Formal Probate follows a slower, judge-involved process reserved for disputed estates, lost wills, or situations where an heir has a legal disability. Avoid it for the sole purpose of collecting a final paycheck.
Free Download
Get the Massachusetts — Survivor Benefits Checklist
Everything in this article as a printable checklist — plus action plans and reference guides you can start using today.
Practical Steps to Take Right Now
- Call payroll at the employer and ask whether a final paycheck is pending and what the gross amount is. Get this in writing.
- Determine the total probate estate value. If total assets are under $25,000, prepare for Voluntary Administration. If over $25,000, you will go through informal probate.
- Order certified death certificates — you will need at least one to file with the probate court, and several more for other claims running in parallel.
- Do not pressure the employer to release wages informally. If the employer releases wages without proper legal authority, they can face personal liability. Help them help you by providing the correct documentation.
The Broader Picture: Wages Are Just One Frozen Asset
The final paycheck situation illustrates a larger pattern survivors encounter in Massachusetts: financial assets freeze at death and require court-issued authority to unlock. Bank accounts, brokerage accounts, vehicles, and wages all follow the same basic rule — present Letters of Authority or a Voluntary Administration Statement to release them.
The fastest path through this is to start the probate clock immediately. Even if you are managing grief, do not wait weeks before contacting the Probate and Family Court. The 30-day minimum for Voluntary Administration cannot be shortened, but you can use those 30 days to gather documents and prepare the filing.
The wage issue is one piece of a larger financial picture.
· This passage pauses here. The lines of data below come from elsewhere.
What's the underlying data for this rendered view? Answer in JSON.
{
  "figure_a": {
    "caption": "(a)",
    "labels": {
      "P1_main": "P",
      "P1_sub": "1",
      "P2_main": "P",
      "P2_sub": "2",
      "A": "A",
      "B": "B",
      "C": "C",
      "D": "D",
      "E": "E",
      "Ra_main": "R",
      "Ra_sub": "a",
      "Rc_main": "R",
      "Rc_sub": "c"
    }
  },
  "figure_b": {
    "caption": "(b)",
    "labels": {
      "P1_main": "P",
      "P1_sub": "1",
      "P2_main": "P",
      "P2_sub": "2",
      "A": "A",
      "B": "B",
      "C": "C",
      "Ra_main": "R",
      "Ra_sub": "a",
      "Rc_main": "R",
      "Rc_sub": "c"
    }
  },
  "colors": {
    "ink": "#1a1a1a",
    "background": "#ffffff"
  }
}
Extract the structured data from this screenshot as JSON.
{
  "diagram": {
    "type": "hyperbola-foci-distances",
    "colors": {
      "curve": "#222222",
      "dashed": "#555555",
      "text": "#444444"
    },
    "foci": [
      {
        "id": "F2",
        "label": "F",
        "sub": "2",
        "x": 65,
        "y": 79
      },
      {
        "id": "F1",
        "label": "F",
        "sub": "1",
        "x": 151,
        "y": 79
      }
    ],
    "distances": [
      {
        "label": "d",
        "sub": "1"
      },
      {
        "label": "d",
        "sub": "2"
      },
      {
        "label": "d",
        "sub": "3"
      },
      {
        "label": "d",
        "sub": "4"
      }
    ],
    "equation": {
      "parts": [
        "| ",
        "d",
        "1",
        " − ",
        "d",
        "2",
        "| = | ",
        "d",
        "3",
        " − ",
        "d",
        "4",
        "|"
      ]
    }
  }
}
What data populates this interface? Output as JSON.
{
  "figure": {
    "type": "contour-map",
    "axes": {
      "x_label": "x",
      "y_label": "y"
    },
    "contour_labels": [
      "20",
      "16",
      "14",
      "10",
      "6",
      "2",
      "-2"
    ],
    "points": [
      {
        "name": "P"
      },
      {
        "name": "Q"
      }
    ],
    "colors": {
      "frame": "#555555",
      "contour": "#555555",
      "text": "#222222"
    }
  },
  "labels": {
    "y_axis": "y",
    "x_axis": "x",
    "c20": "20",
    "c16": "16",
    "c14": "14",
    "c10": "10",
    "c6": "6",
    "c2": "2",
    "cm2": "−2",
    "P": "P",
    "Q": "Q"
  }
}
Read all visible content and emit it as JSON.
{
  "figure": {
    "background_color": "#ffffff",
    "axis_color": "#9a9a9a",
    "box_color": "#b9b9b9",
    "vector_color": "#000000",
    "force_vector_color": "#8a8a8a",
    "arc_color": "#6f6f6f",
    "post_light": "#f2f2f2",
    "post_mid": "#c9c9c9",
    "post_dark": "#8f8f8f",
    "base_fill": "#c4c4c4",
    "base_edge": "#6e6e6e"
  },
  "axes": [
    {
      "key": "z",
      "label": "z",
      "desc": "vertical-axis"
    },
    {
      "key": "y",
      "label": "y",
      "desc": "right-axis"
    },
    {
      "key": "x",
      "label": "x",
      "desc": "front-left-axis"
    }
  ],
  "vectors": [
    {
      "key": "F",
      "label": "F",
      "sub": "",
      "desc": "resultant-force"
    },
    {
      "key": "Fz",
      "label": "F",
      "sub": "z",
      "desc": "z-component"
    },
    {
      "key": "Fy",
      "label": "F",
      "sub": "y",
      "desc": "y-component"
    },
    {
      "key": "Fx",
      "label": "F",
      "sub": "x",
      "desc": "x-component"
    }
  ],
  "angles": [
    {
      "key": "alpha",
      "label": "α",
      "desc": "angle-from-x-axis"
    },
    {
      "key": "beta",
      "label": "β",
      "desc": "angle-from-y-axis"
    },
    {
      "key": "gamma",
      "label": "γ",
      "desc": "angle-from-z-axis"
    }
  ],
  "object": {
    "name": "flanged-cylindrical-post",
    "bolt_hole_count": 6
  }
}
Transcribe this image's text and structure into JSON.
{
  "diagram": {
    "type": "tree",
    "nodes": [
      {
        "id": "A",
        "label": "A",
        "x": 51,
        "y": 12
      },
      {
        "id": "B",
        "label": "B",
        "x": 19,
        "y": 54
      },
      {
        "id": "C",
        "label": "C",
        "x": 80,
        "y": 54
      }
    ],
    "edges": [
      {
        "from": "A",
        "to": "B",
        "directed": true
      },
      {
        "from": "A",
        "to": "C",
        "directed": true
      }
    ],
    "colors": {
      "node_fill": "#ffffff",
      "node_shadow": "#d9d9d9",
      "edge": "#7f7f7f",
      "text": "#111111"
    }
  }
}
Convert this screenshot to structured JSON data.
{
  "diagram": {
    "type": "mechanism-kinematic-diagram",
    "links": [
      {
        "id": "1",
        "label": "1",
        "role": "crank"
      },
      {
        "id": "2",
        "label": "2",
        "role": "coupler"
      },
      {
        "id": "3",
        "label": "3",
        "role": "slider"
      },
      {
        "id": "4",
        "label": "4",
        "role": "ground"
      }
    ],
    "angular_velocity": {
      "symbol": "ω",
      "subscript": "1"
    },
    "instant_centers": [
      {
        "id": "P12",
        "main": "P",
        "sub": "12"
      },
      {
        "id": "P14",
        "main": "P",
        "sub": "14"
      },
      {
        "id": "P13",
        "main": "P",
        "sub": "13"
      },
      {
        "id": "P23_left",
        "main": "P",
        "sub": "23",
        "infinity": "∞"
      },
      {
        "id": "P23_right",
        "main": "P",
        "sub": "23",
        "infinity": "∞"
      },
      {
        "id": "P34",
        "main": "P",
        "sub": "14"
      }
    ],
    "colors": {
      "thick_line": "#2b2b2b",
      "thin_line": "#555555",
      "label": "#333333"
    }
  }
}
The Massachusetts Survivor Benefits Navigator covers the full sequence — from accessing frozen accounts on Day 30 to filing the estate tax lien affidavit at the Registry of Deeds — so you can move through each step without getting blocked by administrative rules you didn't know existed.
Get Your Free Massachusetts — Survivor Benefits Checklist
Download the Massachusetts — Survivor Benefits Checklist — a printable guide with checklists, scripts, and action plans you can start using today.